PyCC Usage Documentation

PyCC offers two command line utilities: pycc-transform and pycc-compile.

Transforming Code

PyCC is quite a young project. As a result, you may be hesitant to simply trust the output and skip straight to the compile step. Instead, you may want to see an example of what the optimizer has produced so you can verify that it is, indeed, both valid Python and acceptable code. This is what the pycc-transform command is for.

Usage for this command is simple:

pycc-transform –source=<python_file.py> [–optimizer_option]

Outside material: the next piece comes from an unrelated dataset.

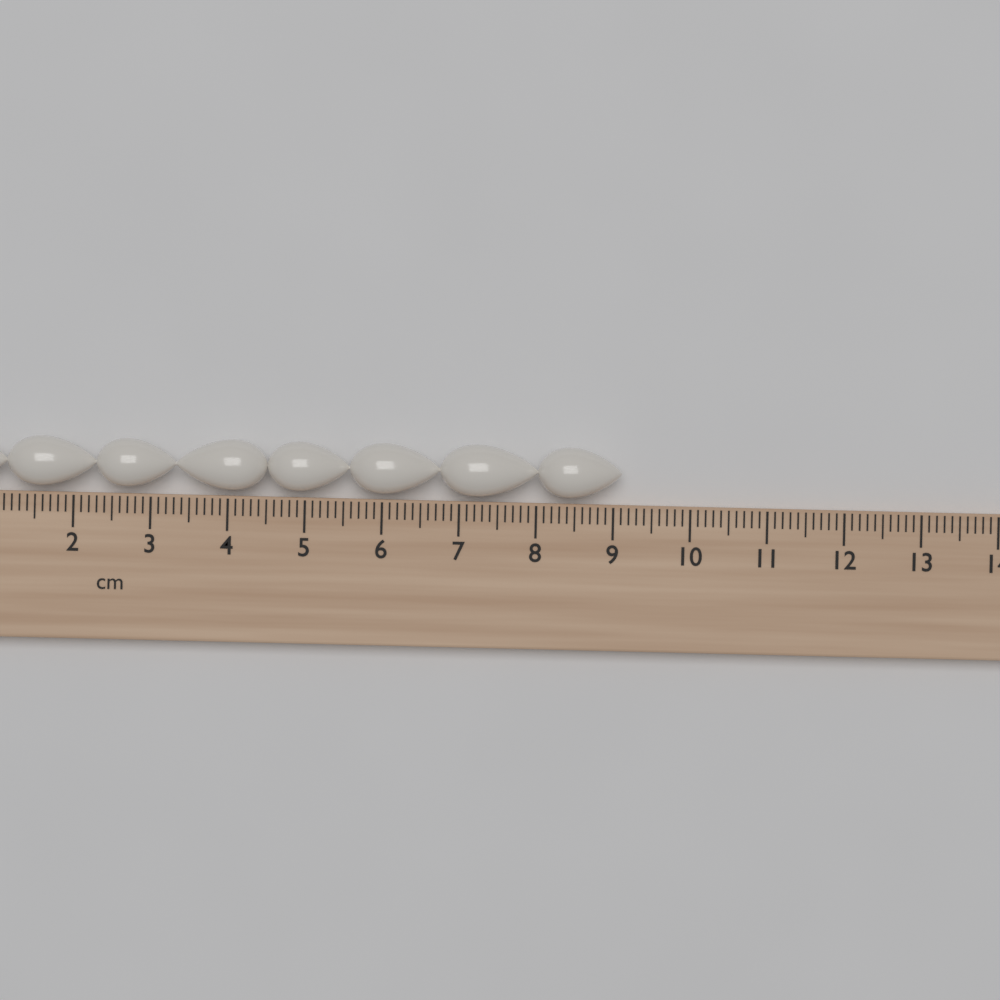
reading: 9.1 cm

All optimization is disabled by default. Use the appropriate flags to enable the optimizations you want to apply. At the time of writing the full options listing for pycc-transform was:

usage: pycc-transform [-h] –source SOURCE [–destination DESTINATION]
[–constants]

PyCC Transformer

optional arguments:
-h, --help show this help message and exit
--source SOURCE
 Path to load the Python source from.
--destination DESTINATION
 Path to place the optimized result or “stdout”.
--constants Inline constant values.

Running this command will generate a file called <python_file>_optimized.py that you can view. To print the results directly to the terminal simply add the ‘–destination=”stdout”’ option.

If you run pycc-transform and it produces invalid Python code or it changes the code such that it no longer does what it is supposed to do then please post the original source and optimization options enabled as a bug on the project GitHub page.

Compiling Code

Once you are comfortable with the way PyCC alters your code you can start running the pycc-compile command:

usage: pycc-compile [-h] –source SOURCE [–destination DESTINATION]
[–constants]

PyCC Compiler

optional arguments:
-h, --help show this help message and exit
--source SOURCE
 Path to load the Python source from.
--destination DESTINATION
 Path to place the optimized result or “stdout”.
--constants Inline constant values.

The compiler can be run on either individual Python modules or it can be pointed at a Python package. By default the script will drop the ‘.pyc’ files right next to the source files just like the normal Python compiler. Alternatively you may use the ‘destination’ option to direct the ‘.pyc’ files to another directory.

The Python compiler will overwrite existing ‘.pyc’ files every time a source file is updated. The ‘destination’ option is useful if you want to create a compiled version of a module or package that doesn’t get overwritten every time you make a change to the source.